‘Sylvia’ a delightful shaggy-dog love story
Worcester Telegram & Gazette
Tuesday, September 15, 2009
By Paul Kolas Telegram & Gazette Reviewer

WHITINSVILLE — “Sylvia” is one-of-a-kind — a theatrical chew toy that dog lovers are sure to relate to, while theater lovers of all persuasions are invited to nibble gleefully at A.R. Gurney’s decidedly unusual domestic triangle.

There was plenty to bark approvingly about in director Matt Carr’s smartly staged and expertly acted Pilgrim Soul Production on Friday night. “Sylvia” may not be your typical love story, but Ellen Elsasser’s lovably obsequious performance in the title role of a part-Lab, part-poodle burrowing her wet little nose into the lives of a middle-aged couple goes a long way toward blurring the distinction between canine and human.

Picked up in a park and brought home by Greg (Todd Darling), a midlife crisis candidate anxious to fill the void in his life caused by a dreary job and argumentative boss, Sylvia’s a charmer from the get-go. She paws her way into Greg’s heart with irresistible adoration.

Given the human attribute of speech through the eyes of Greg and his wife, Kate (Betty Kristan), Sylvia comes across as a creature full of primal wit and biological urge that, thanks to Elsasser’s marvelous verbal calibration and physical invention, is often hilarious to behold.

When Greg takes her for a walk in the park and meets a fellow dog owner, Tom (Erik Evan Johnsen), Sylvia can’t wait to have a romp with Tom’s studly Bowser. What’s both funny and disturbing about the scene is how jealous Greg becomes over Sylvia’s need to scratch that panting itch, until Tom reminds him she’s only a dog.

Kate invidiously views Sylvia as a threat to her marriage, now that the kids are on their own. She and Greg can finally have time to themselves again, and the last thing Kate wants is another “child” in her life, one who defiantly remains sitting on the couch when Kate tells her to get off.

Yet the friction between them never really rises to the level of serious antagonism, and what is particularly good about Kristan’s thoroughly nuanced performance is that we can understand where Kate is coming from. She has every right to want the love and attention from Greg that Sylvia has usurped. As endearing as Sylvia may be, Kate has her needs, too, both personal and professional, and Kristan realistically portrays Kate’s unhappy frustration.

We can commiserate with Kate as perceiving Greg and Sylvia’s bonding as some sort of strange “fling,” one she tries to undermine by teaching Shakespeare overseas, confining Sylvia to a 6-month quarantine.

But we can also side with Greg for embracing Sylvia as an object of rescue.

Darling, for his part, does a terrific job of dealing with the two “women” in his life, the strain of emotional conflict limpidly drawn across his face and heard in his placating voice. He loves his wife and he loves his dog, and he’s having a tough time reconciling the two.

It’s a crazy triangle wonderfully acted by all three and resolved with surprise and poignancy.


What to do: Go through the material and pull out every line with the string "chart" in it.

Input records:
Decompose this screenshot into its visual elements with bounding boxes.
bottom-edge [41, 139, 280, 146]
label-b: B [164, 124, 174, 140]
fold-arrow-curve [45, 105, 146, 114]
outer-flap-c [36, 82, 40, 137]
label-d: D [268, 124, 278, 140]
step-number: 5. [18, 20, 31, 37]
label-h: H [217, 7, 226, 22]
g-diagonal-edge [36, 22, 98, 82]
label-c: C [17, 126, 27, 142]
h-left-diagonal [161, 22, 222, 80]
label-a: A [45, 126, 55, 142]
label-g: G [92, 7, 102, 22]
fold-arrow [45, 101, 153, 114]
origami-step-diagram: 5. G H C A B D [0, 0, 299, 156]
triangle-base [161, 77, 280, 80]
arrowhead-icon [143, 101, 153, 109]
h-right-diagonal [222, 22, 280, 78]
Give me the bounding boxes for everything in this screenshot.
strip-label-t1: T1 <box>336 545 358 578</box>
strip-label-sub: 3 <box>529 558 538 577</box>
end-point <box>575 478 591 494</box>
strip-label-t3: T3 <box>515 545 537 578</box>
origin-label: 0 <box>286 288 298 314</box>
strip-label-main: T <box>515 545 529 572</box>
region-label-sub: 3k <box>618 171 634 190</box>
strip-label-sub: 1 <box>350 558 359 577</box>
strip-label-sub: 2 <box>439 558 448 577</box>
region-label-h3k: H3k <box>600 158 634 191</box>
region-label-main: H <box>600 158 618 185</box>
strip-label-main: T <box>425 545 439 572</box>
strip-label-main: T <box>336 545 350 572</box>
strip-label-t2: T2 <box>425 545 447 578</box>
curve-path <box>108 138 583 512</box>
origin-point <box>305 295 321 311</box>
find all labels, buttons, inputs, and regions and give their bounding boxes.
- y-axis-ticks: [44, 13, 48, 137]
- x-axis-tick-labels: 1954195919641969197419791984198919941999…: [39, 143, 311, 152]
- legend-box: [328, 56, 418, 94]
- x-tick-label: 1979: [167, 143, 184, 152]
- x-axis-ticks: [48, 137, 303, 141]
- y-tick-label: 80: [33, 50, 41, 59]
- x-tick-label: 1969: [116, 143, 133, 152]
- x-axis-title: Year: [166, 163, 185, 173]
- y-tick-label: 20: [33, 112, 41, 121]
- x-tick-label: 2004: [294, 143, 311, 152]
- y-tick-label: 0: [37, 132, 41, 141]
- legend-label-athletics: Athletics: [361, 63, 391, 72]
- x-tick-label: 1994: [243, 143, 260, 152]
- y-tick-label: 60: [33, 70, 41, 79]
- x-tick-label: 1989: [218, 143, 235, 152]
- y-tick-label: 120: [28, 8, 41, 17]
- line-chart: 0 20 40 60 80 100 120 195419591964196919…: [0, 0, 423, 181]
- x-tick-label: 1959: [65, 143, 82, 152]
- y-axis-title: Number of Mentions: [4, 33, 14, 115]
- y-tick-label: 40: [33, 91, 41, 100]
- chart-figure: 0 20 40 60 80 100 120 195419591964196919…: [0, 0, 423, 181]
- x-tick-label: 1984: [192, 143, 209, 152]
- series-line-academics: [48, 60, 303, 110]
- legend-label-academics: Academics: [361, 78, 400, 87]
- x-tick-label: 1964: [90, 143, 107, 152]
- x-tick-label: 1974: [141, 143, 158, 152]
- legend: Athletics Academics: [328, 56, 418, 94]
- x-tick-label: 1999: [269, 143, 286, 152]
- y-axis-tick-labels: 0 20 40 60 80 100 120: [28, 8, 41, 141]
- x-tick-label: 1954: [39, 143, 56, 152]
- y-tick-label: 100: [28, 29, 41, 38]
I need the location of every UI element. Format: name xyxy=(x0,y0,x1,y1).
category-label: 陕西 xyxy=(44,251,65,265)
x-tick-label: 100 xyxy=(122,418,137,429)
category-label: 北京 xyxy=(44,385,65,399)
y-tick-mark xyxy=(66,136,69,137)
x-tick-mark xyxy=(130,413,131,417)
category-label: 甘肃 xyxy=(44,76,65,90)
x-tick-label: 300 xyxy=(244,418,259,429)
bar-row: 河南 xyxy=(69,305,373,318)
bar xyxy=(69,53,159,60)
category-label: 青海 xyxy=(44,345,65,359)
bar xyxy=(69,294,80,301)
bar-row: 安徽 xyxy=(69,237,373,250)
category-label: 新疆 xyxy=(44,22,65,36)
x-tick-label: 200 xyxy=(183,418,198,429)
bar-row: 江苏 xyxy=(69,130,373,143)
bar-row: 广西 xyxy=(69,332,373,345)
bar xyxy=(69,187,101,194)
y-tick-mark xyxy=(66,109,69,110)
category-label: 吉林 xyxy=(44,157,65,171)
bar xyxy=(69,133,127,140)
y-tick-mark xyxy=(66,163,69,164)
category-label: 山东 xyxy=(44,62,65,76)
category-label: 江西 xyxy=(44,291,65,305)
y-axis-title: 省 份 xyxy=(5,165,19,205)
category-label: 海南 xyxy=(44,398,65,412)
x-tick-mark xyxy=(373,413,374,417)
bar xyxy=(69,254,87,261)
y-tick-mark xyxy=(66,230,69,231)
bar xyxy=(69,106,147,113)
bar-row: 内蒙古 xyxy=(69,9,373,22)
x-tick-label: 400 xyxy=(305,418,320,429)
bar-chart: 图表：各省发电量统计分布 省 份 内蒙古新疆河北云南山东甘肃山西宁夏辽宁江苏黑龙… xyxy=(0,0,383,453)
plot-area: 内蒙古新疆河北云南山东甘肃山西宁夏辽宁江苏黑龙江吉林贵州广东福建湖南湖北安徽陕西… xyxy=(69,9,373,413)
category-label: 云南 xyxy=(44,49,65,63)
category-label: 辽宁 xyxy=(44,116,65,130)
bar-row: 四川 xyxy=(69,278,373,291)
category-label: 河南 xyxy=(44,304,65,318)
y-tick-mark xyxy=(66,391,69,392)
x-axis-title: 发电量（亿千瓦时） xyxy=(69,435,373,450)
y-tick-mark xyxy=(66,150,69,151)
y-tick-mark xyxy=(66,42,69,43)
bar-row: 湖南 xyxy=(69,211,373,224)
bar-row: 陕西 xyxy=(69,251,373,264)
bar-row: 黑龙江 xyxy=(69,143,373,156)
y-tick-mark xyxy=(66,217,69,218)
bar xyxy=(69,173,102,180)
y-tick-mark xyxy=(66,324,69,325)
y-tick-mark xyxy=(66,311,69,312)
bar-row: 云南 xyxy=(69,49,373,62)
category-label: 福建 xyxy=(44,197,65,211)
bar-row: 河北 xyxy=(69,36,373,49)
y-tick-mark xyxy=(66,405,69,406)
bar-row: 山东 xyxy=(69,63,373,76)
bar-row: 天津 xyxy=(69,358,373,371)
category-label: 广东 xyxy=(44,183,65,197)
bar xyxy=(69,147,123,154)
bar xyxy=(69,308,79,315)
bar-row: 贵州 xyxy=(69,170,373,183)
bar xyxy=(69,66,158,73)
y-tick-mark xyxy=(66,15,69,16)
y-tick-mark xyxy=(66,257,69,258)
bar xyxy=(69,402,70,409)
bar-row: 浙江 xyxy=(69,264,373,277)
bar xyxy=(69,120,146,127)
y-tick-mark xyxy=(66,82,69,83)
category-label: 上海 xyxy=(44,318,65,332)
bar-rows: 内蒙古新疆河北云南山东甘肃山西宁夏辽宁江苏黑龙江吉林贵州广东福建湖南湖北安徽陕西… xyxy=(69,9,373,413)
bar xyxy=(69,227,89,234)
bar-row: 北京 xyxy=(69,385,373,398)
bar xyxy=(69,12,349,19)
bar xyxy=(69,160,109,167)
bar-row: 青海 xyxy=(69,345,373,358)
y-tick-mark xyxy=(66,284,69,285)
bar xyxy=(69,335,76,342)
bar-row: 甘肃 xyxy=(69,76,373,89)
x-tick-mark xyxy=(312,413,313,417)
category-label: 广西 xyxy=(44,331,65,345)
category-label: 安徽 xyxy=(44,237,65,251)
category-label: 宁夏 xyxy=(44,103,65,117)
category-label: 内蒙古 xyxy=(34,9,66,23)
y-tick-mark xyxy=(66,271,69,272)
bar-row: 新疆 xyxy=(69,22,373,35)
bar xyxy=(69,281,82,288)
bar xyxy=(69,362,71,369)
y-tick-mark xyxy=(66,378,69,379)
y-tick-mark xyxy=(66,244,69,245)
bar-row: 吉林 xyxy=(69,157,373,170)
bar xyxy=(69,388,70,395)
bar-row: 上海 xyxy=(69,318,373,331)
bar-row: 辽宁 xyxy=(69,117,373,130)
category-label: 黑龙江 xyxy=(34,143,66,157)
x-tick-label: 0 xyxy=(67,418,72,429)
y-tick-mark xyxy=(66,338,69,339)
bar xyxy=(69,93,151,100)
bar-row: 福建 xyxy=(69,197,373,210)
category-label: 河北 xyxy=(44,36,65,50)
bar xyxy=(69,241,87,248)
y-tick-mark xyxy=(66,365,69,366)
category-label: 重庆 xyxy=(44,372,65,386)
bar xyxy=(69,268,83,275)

Exercise solution:
- line-chart: 0 20 40 60 80 100 120 195419591964196919…: [0, 0, 423, 181]
- chart-figure: 0 20 40 60 80 100 120 195419591964196919…: [0, 0, 423, 181]
bar-chart: 图表：各省发电量统计分布 省 份 内蒙古新疆河北云南山东甘肃山西宁夏辽宁江苏黑龙… xyxy=(0,0,383,453)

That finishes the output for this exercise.